Where would Pascal Siakam be picked in a 2016 NBA Draft do-over? Donnovan Bennett and JD Bunkis talk Spicy P, Fred VanVleet as one of the top undrafted free agents ever, what the rotation will look like in the long run with Kyle Lowry back and if DeMar DeRozan would be a good fit on the current squad.

NBA Rumors: Latest Buzz on Fred VanVleet, David Fizdale’s Future and Masai Ujiri | Bleacher Report

Because of this breakout season, VanVleet is potentially earning himself a high eight-figure (or even nine-figure) deal next summer. On ESPN’s Brian Windhorst and the Hoop Collective podcast, Bobby Marks said, “One team told me…that they think [VanVleet] is going to get between $25 and $30 million per season.”

To the casual NBA fan, paying that much money for VanVleet may seem outrageous, but the combination of his rapid improvement for a great team and the specter of a weak free-agent market make him a logical candidate to sign a big contract in July.

However, VanVleet may not be the only Raptor employee getting a pay raise next year. After a triumphant 2018-19 season, longtime Raptors president Masai Ujiri may be on the move to the division rival New York Knicks.

Per Newsday’s Steve Popper: “[…] Many in the Raptors organization believe that…changes could come higher on the organizational chart, and that if the Knicks’ struggles continue, at season’s end, [owner James] Dolan will make an effort to convince Masai Ujiri to come to New York. And the fear within the Raptors organization is that Ujiri will go.”

Do the Raptors even miss Kawhi? | CBC Sports

Pascal Siakam made the leap. He’s a legit star. Superstar, maybe. The signs were there during his breakthrough regular season and playoff run in 2018-19. But you never know how a guy is going to respond after he gets promoted from secondary option to leading man — and gets handed a four-year, $130-million US extension. But the herky-jerky 25-year-old forward has exceeded everyone’s wildest expectations. He’s averaging 25.6 points per game (11th in the NBA and up from 16.9 last season) along with 8.4 rebounds and 4.0 assists. He already has eight 30-point games this season. Siakam is also near the top of the NBA with 36.8 minutes played per game.

Fred VanVleet has stepped up too. The 25-year-old guard is still riding the momentum from his late playoff run last spring. He’s averaging a league-high 37.5 minutes per game and a career-high 18.6 points — erasing any worries of a potential void after Kyle Lowry broke his non-shooting thumb on Nov. 8. Hard to believe that VanVleet was basically a non-factor in last year’s playoffs until Game 4 of the Eastern Conference final. That’s when he rediscovered his shooting touch, and he’s been one of the most important Raptors ever since.

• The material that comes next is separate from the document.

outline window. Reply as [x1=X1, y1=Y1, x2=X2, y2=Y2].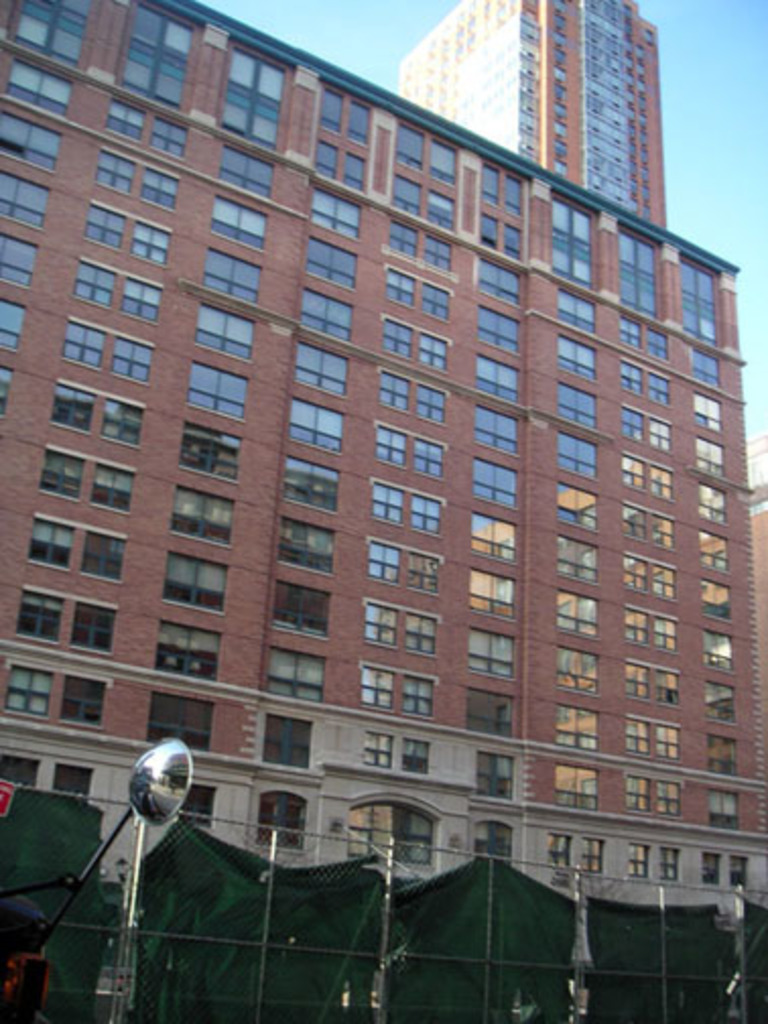
[x1=705, y1=632, x2=733, y2=668].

Load management isn’t such a big thing anymore. That’s all anyone talked about last season: How many games will Kawhi play? How many minutes can he handle? Will he get hurt again? It was part of the deal for keeping that particular superstar happy and productive, and it obviously paid off. Now it feels like the Raptors have turned back the clock to a time when people actually cared about the regular season. We’ll see how Siakam and VanVleet hold up, but from a night-to-night entertainment standpoint it’s been great to see the team’s two most productive players actually, well, playing so much.

This team might still have room to grow. Serge Ibaka missed 10 games with a sprained ankle suffered in the same game where Lowry broke his thumb. The big man returned on Sunday and scored 13 points. Lowry could be back any time now — maybe as soon as tonight. It’s fun to think about how good the Raptors might be with a full deck for Nick Nurse — the NBA’s coach of the month for November — to play with.